68 pages • 2 hours read
William KamkwambaA modern alternative to SparkNotes and CliffsNotes, SuperSummary offers high-quality Study Guides with detailed chapter summaries and analysis of major themes, characters, and more. For select classroom titles, we also provide Teaching Guides with discussion and quiz questions to prompt student engagement.
When William’s uncle, John, falls ill with tuberculosis, the family is concerned. He’s been feeling increasingly sick but has refused to see a doctor. The family is shocked when he perishes from the disease, and William describes the funeral as “the loneliest feeling I’d ever felt” (52). Trywell finishes the growing and harvest seasons on John’s farm, and then hands it over to John’s eldest son, Jeremiah, who wastes the profits from the farm so that when it’s time to hire workers and plant crops, there’s not enough money to go around.
A year later, William’s other uncle, Socrates, brings his family, which includes seven daughters, to live on the Kamkwamba farm. He also brings his dog, Khamba, who, much to William’s disgust, begins to follow him everywhere. William grows to like Khamba’s company, and he brings the dog to hunt birds with Geoffrey and his other cousin, Charity. Charity is blinded by sap from an nkhaze tree, which can only be cleaned from his eyes with breastmilk. William’s mother had just given birth, so she agrees to help if Charity will pay her with all the birds he catches in the next hour—she is rewarded with four birds.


Look for the word "papillae" in the entries and copy every line where it shows up.

[Recorded data]
----------

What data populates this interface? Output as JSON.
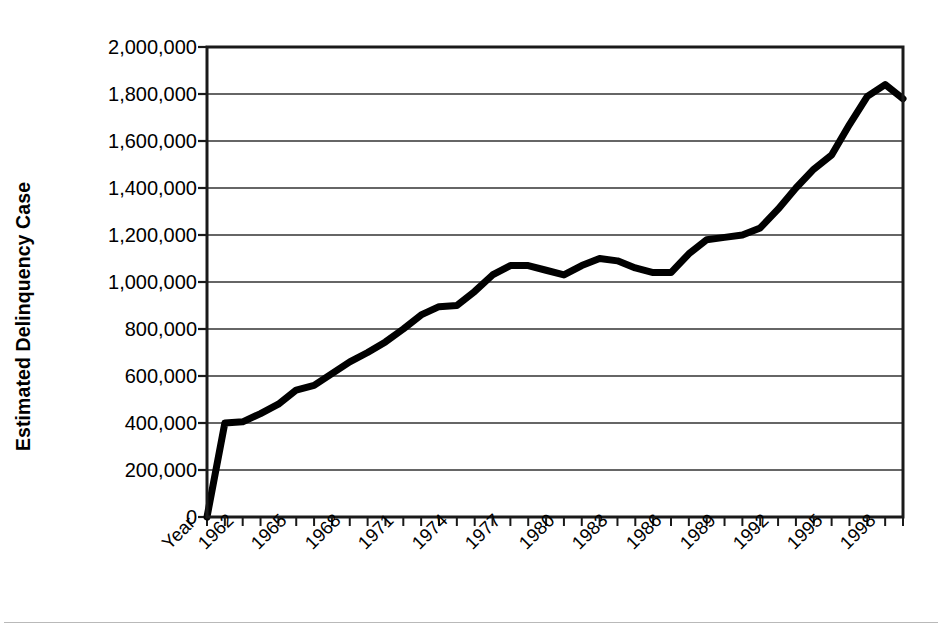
{
  "chart_data": {
    "type": "line",
    "title": "",
    "xlabel": "",
    "ylabel": "Estimated Delinquency Case",
    "x_axis_first_label": "Year",
    "xlim": [
      1960,
      1999
    ],
    "ylim": [
      0,
      2000000
    ],
    "ytick_labels": [
      "2,000,000",
      "1,800,000",
      "1,600,000",
      "1,400,000",
      "1,200,000",
      "1,000,000",
      "800,000",
      "600,000",
      "400,000",
      "200,000",
      "0"
    ],
    "ytick_values": [
      2000000,
      1800000,
      1600000,
      1400000,
      1200000,
      1000000,
      800000,
      600000,
      400000,
      200000,
      0
    ],
    "xtick_labels": [
      "Year",
      "1962",
      "1965",
      "1968",
      "1971",
      "1974",
      "1977",
      "1980",
      "1983",
      "1986",
      "1989",
      "1992",
      "1995",
      "1998"
    ],
    "xtick_values": [
      1960,
      1962,
      1965,
      1968,
      1971,
      1974,
      1977,
      1980,
      1983,
      1986,
      1989,
      1992,
      1995,
      1998
    ],
    "minor_tick_interval": 1,
    "grid": "horizontal",
    "legend": "none",
    "line_color": "#000000",
    "line_width": 7,
    "x": [
      1960,
      1961,
      1962,
      1963,
      1964,
      1965,
      1966,
      1967,
      1968,
      1969,
      1970,
      1971,
      1972,
      1973,
      1974,
      1975,
      1976,
      1977,
      1978,
      1979,
      1980,
      1981,
      1982,
      1983,
      1984,
      1985,
      1986,
      1987,
      1988,
      1989,
      1990,
      1991,
      1992,
      1993,
      1994,
      1995,
      1996,
      1997,
      1998,
      1999
    ],
    "values": [
      0,
      400000,
      405000,
      440000,
      480000,
      540000,
      560000,
      610000,
      660000,
      700000,
      745000,
      800000,
      860000,
      895000,
      900000,
      960000,
      1030000,
      1070000,
      1070000,
      1050000,
      1030000,
      1070000,
      1100000,
      1090000,
      1060000,
      1040000,
      1040000,
      1120000,
      1180000,
      1190000,
      1200000,
      1230000,
      1310000,
      1400000,
      1480000,
      1540000,
      1670000,
      1790000,
      1840000,
      1780000
    ],
    "series_name": "Estimated Delinquency Case"
  },
  "axes": {
    "y_axis_title": "Estimated Delinquency Case"
  }
}
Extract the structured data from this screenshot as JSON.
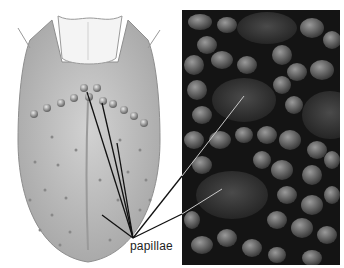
{
  "figure": {
    "left_panel": "Illustration of human tongue (dorsal view) with papillae dots",
    "right_panel": "Scanning electron micrograph of tongue surface showing papillae",
    "label": "papillae",
    "colors": {
      "tongue_fill": "#c9c9c9",
      "tongue_shade": "#a8a8a8",
      "micrograph_bg": "#141414",
      "micrograph_blob": "#6e6e6e",
      "leader_line_left": "#111111",
      "leader_line_right": "#bdbdbd"
    },
    "leader_lines": [
      {
        "from": [
          87,
          92
        ],
        "to": [
          133,
          238
        ]
      },
      {
        "from": [
          102,
          103
        ],
        "to": [
          133,
          238
        ]
      },
      {
        "from": [
          117,
          143
        ],
        "to": [
          133,
          238
        ]
      },
      {
        "from": [
          102,
          215
        ],
        "to": [
          133,
          238
        ]
      },
      {
        "from": [
          244,
          96
        ],
        "to": [
          133,
          238
        ]
      },
      {
        "from": [
          222,
          189
        ],
        "to": [
          133,
          238
        ]
      }
    ]
  }
}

----------

Problem solution:
    "left_panel": "Illustration of human tongue (dorsal view) with papillae dots",
    "right_panel": "Scanning electron micrograph of tongue surface showing papillae",
    "label": "papillae",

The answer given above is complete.